Major Sulemana won't resign today or tomorrow - Dan Botwe

The General Secretary of the New Patriotic Party (NPP), Mr Dan Botwe, has stated that all those calling for the resignation of Major Sulemana from the National Security outfit have evil intentions against the government.

He said NPP, as a party, is not going to allow the retired major to resign today or tomorrow as he himself has stated. According to Botwe, there are so many security officers working with the National Security outfit but it is only Major Sulemana that these people have targeted and are calling for his resignation because he has a track record of having stopped ex-President Jerry Rawlings when he attempted to overthrow the Akuffo regime on 15 May 1979.

Speaking at the presentation of certificates to polling station agents in the Effia Kwesimintsim constituency in Takoradi last Saturday, Dan Botwe said he was personally not happy with President Kufuor’s decision to accept the resignation of General Joshua Hamidu as the National Security Advisor, because it was those who want the downfall of the government that were calling for his resignation.

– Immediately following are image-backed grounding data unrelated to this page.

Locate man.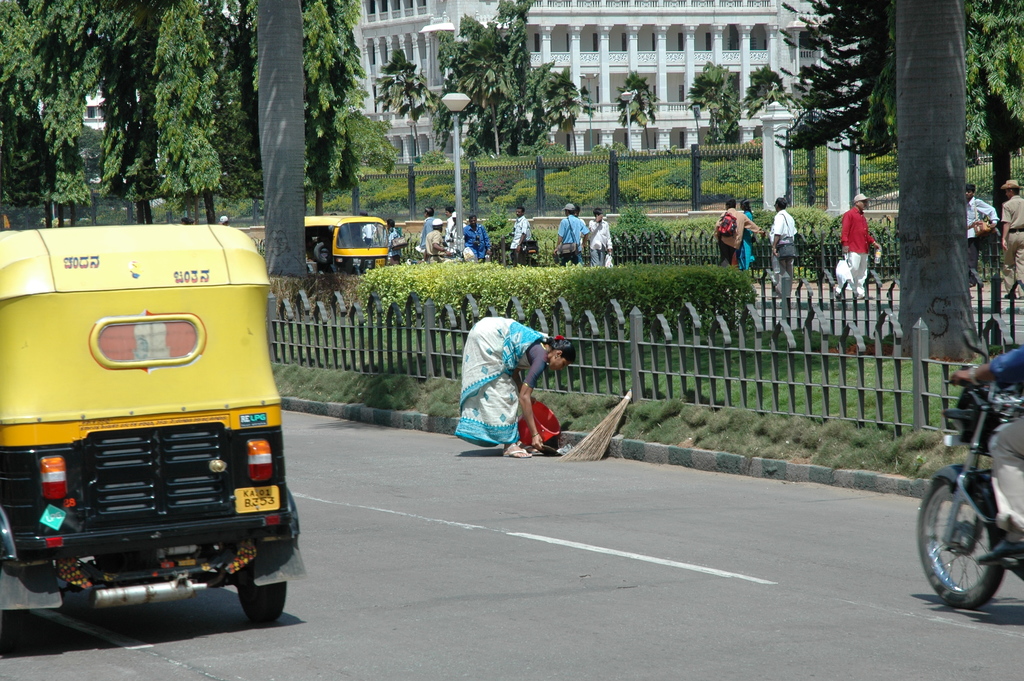
Bounding box: select_region(964, 185, 998, 288).
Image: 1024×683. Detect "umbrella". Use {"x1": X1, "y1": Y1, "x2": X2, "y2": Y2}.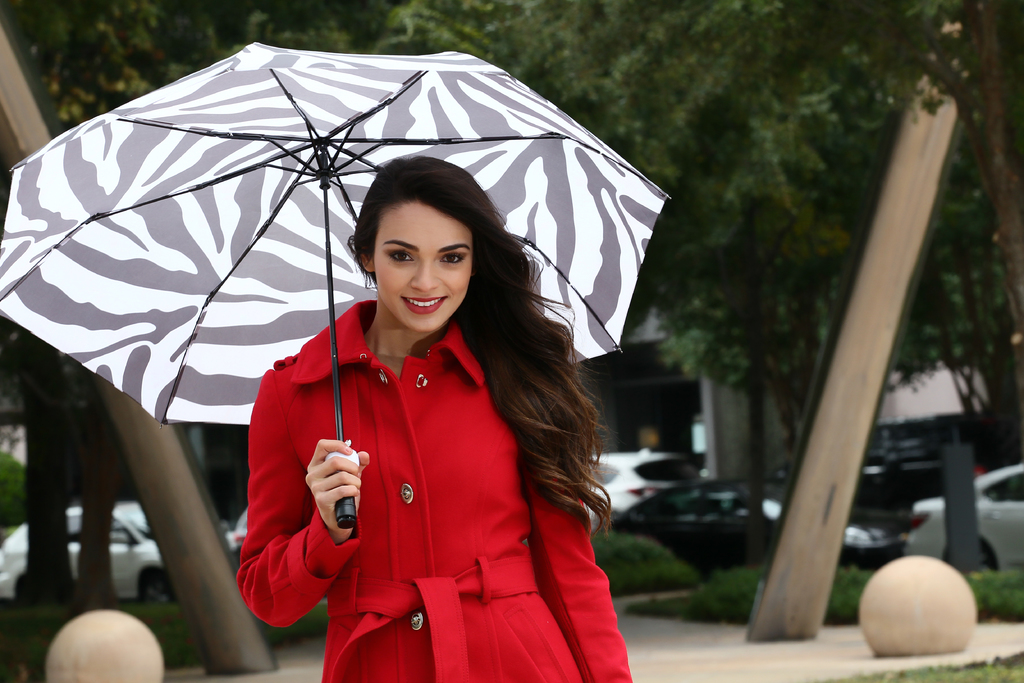
{"x1": 0, "y1": 45, "x2": 673, "y2": 531}.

He told the enthusiastic party supporters at the well-attended ceremony that since the President has already accepted the resignation of General Hamidu, they will not sit down unconcerned for those who have evil intentions against the government to put pressure on Major Sulemana to also resign to enable them achieve their evil agenda. According to Dan Botwe, even if Major Sulemana should bow to these pressures and resign, his resignation would be accepted and, therefore, called on those calling on him to do so to stop.

Turning the heat on the functionaries of the former NDC government, the NPP general secretary said they have no sense of shame, otherwise they would not have been going round making so many allegations against the government that it has branded the Aveyime Rice Project as not viable.

Brandishing a copy of the NPP manifesto, Dan Botwe said nowhere did they say that the Aveyime Rice Project was not viable. According to him, NPP even promised in the manifesto that it would emphasize the expansion of rice production in Ghana and the enhancement of local rice in the local market. “We even promised that the abandoned Aveyime Rice Project will be resuscitated,” he added.

He said the NPP government’s condemnation was only on the Quality Grain issue, because the government is dissatisfied with the way the past government dished out money to Ms Cotton for no job done. According to him His Excellency Kobby Koomson, the then Ghana Ambassador to the US, even wrote a letter to the NDC government about Ms Cotton and the entire project, but his advice was ignored.

Dan Botwe further told the crowed that a few months after the receipt of Ambassador Koomson’s letter, in which he warned them about Ms Cotton and the entire project, the government went ahead and advanced a whopping sum of $20 million to the woman in the US. He also read a portion of a letter alleged to have been written by the former Vice-resident, Prof John Evans Atta Mills, to the then Finance Minister, Mr Kwame Peprah, requesting to know the details and viability of the project.

According to him, instead of the NDC accepting that what they did by advancing money to somebody for no job done was very bad, they chose to go round telling the whole world that the NPP government is against the Aveyime project, which is not true.

The Minister of Information and Presidential Affairs, Mr Jake Obetsebi-Lamptey, on his part, said the debt of the Tema Oil Refinery (TOR) which stood at ?2.3 trillion when they came to power has now risen to ?3.4 trillion. He said the ?1.1 trillion difference was discovered recently by the Finance Minister. The soft-spoken minister said it was because of this huge debt that the government decided not to reduce the price of petrol in the country when the price of crude oil went down on the international market, just to get money to pay this huge debt.